Insight into Critical Situations: Siobhan Reddy

siobhan_reddy_critical_situations

Siobhan Reddy is the Studio Director at Media Molecule. Having started the business with four colleagues creating groundbreaking games, she has helped grow the business to a quality level that saw Sony make an acquisition, recognising it as a key mover and shaker in the technology industry. But success hasn’t come without some critical situations!

TELL US ABOUT A MAJOR CRISIS YOU HAVE FACED

The most common major crisis that we have to deal with is when the balance between time, quality and resource isn’t being struck.

A specific example of this was when we chose to delay one of our games – LittleBigPlanet 2 – from a Christmas release, to a January release, as it was not ready.

There are many implications to such a decision, but the bet we made was that releasing something  unfinished may satisfy a short term need, but would have longer term effects on the franchise and our studio overall. Missing Christmas sales was a huge deal for both our staff and also, obviously, for Sony. Luckily for us, Sony agreed, due to the nature of the game and the high standard the community were used to, that it would be a mistake to release too early.

We overcame this by ensuring this slip was worth it, we worked very hard and made sure that what we released was 10/10. The team rallied together. It was given very high praise by critics and it was commercially successful so the team participated in some healthy profit share.

HOW DO YOU PREPARE FOR CRITICAL SITUATIONS YOU FORESEE ON THE HORIZON?

We have a quarterly directors meeting where we pull everything apart and rebuild it back up again! There are five of us and we represent different areas, so I listen to their nagging doubts/worries and try and implement the right course of corrections. The mistakes that we are going to have to fix are already being made, so we are trying to be more eyes-wide-open about that.

We need to ensure quality, and so we have to scope projects appropriately. Games are incredibly difficult to plan & schedule due to their experimental nature. We have a combination of left/right brained people and so there isn’t one way to work. We are trialling a tool we have written to help everyone be more visible of what the status of the project is, and should also enable them to be more organised.

WHAT ADVICE WOULD YOU GIVE TO A NEW LEADER ABOUT COMMUNICATING WITH THEIR TEAM DURING A CRISIS?

When making our decision about LittleBigPlanet 2 we asked everyone in the team to sit and play through the game, and let us know what they felt. Anyone who played it agreed that it was going to be great but we needed more time to get it 100% right. We were transparent and empathetic to the personal loss that people would experience. It’s okay for people to be disappointed and angry; we didn’t try and spin the news.

When being given bad news, people are finely attuned in seeing through spin so I’d suggest give them the information, and the plan for moving through it, and let them digest it. Be accurate, as informative as you can be, as empathetic as you can be and then give people space to react.

HOW DO YOU MANAGE TENSION AND STRESS IN YOURSELF?

Tension and stress are difficult to avoid in this type of job. I walk in the woods, walk my dog, do yoga, and then sit down, play the game and write down what I need to do and then get on with it.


### What needs to be done
From the records that follow, copy every line that contains the word "Social".

== Segment start ==

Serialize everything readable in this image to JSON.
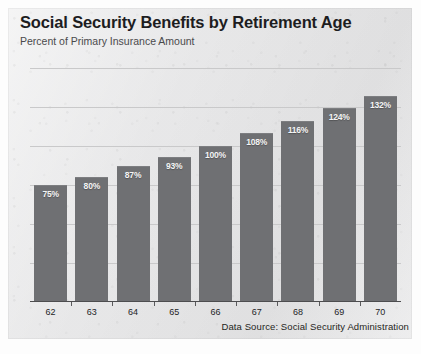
{
  "chart_data": {
    "type": "bar",
    "title": "Social Security Benefits by Retirement Age",
    "subtitle": "Percent of Primary Insurance Amount",
    "xlabel": "",
    "ylabel": "",
    "categories": [
      "62",
      "63",
      "64",
      "65",
      "66",
      "67",
      "68",
      "69",
      "70"
    ],
    "values": [
      75,
      80,
      87,
      93,
      100,
      108,
      116,
      124,
      132
    ],
    "value_labels": [
      "75%",
      "80%",
      "87%",
      "93%",
      "100%",
      "108%",
      "116%",
      "124%",
      "132%"
    ],
    "ylim": [
      0,
      155
    ],
    "gridlines": [
      0,
      25,
      50,
      75,
      100,
      125,
      150
    ],
    "grid": true,
    "legend": null,
    "source_note": "Data Source: Social Security Administration",
    "bar_color": "#6f7073",
    "label_color": "#f4f4f4",
    "grid_color": "#c9c9ca",
    "axis_color": "#4d4d4f",
    "panel_color": "#ececed",
    "title_color": "#1d1d1f",
    "subtitle_color": "#4a4a4c"
  }
}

== Segment end ==

### Solution for this problem
    "title": "Social Security Benefits by Retirement Age",
    "source_note": "Data Source: Social Security Administration",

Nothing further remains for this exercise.